Caso Avícola Villalobos
  • Guatemala
  • Panama
  • Records

Case File

Exp. 01161-2018-00274

Ordinary Action for Extinctive Prescription

Country
Guatemala
Group
Claims Over Dividend Prescription
Plaintiff
  • Inversiones Empresariales, S.A.
Defendant
  • Lisa, S.A.

Documents

  1. OrderJan 20 2020
Overview

Exp. 01161-2018-00274 · Ordinary Action for Extinctive Prescription

Inversiones Empresariales 2012 Dividend Prescription Action Against Lisa Defeated

Latest update

/Jan 20 2020

On January 20, 2020, the Eleventh First Instance Civil Court of Guatemala upheld Lisa, S.A.'s defective-complaint objection and rejected the ordinary prescription action filed by Inversiones Empresariales, S.A.

Overview

Inversiones Empresariales, S.A. filed an ordinary action for extinctive prescription against Lisa, S.A., seeking a judicial declaration that Lisa's right to collect dividends decreed at the annual ordinary general shareholders' assembly of May 2, 2012, covering the 2011 fiscal year, had been extinguished by the passage of more than five years. Lisa filed five preliminary objections, including a defective-complaint objection arguing that Inversiones Empresariales' own articles of incorporation required the dispute to be litigated through summary proceedings, not ordinary proceedings. The Eleventh First Instance Civil Court of Guatemala upheld the defective-complaint objection and rejected the ordinary lawsuit. The case is resolved in favor of Lisa, S.A.

I. Ordinary Proceedings and Preliminary Objections

Inversiones Empresariales, S.A. filed an ordinary action against Lisa, S.A., holder of twenty-five percent of the company's issued shares, seeking a judicial declaration that Lisa's right to collect dividends decreed at the annual ordinary general shareholders' assembly of May 2, 2012, covering accumulated profits from the fiscal year January 1 to December 31, 2011, had been extinguished by prescription.
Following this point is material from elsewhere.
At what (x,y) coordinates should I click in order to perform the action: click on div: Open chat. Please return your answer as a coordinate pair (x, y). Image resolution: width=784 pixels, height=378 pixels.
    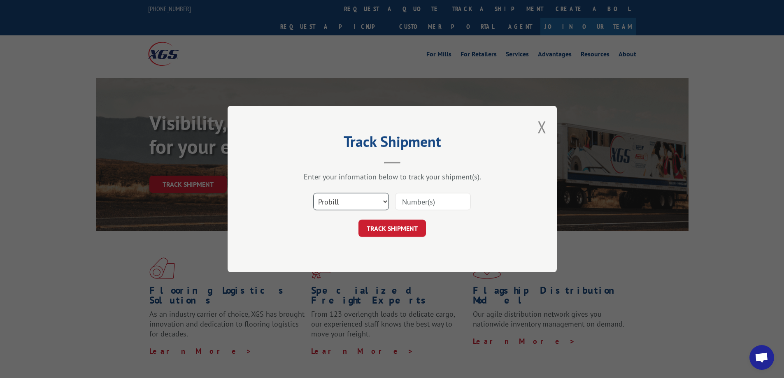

The complaint did not specify the amount of the obligation it sought to declare prescribed. Inversiones Empresariales argued that the five-year statutory period under Article 1508 of the Civil Code had elapsed without Lisa exercising collection.

Lisa, S.A. filed five preliminary objections. The central defense was the defective-complaint objection: clause twenty-five of Inversiones Empresariales' own articles of incorporation provides that disputes between the company and its shareholders must be resolved through summary proceedings, not ordinary proceedings. Lisa also argued that Inversiones Empresariales lacked legal standing to bring the action, that the prescription period had not begun to run due to the company's failure to convert bearer shares to registered shares, and that prescription had been interrupted. On interruption, Lisa pointed out that Inversiones Empresariales itself had resolved in 2011 to exclude Lisa as a shareholder and instructed the administration to liquidate Lisa's corresponding share, expressly recognizing Lisa's rights without alleging prescription. Additionally, precautionary embargoes remained in force on Lisa's dividends, obtained by Inversiones Empresariales in the ordinary damages action, File 01041-2012-00224, and by other Avícola Group entities. Lisa characterized this as fraud on the law: the same entities that embargoed the dividends now sought to declare Lisa's right to collect them extinguished by prescription.

The Eleventh First Instance Civil Court upheld the defective-complaint objection. Public Deed Number Sixteen, dated March 6, 1984, contains in clause twenty-five the provision that disputes between the company and its shareholders arising from the corporate charter or corporate activities shall be resolved through summary proceedings. The court determined that the conflict originates from corporate activities (the obligation to pay dividends to Lisa as holder of 25% of the shares) and that the ordinary proceeding was the wrong procedural vehicle under the pacta sunt servanda principle of Article 1519 of the Civil Code. The remaining objections were denied: lack of jurisdiction because the legal acts took place in Guatemala; lack of legal standing because Lisa failed to produce the mandate document whose limitations it alleged; and failure to comply with condition and term because those arguments are substantive matters for trial.

The ordinary lawsuit filed by Inversiones Empresariales, S.A. was rejected.

The rejection of the complaint on defective-complaint grounds is a favorable outcome for Lisa, S.A., preventing Inversiones Empresariales from extinguishing through prescription Lisa's dividend rights that the plaintiff itself helped to embargo. The court did not reach the merits of Lisa's arguments regarding prescription interruption by embargoes and the express recognition of the obligation, issues that remain relevant to Lisa's position across the broader litigation.

Key documents

DateDocumentIssued by
Jan 20 2020Order11th Civil Court

Outlook

The case is resolved. The ordinary prescription action was rejected for having been filed through the wrong procedural track, as required by clause twenty-five of Inversiones Empresariales, S.A.'s articles of incorporation.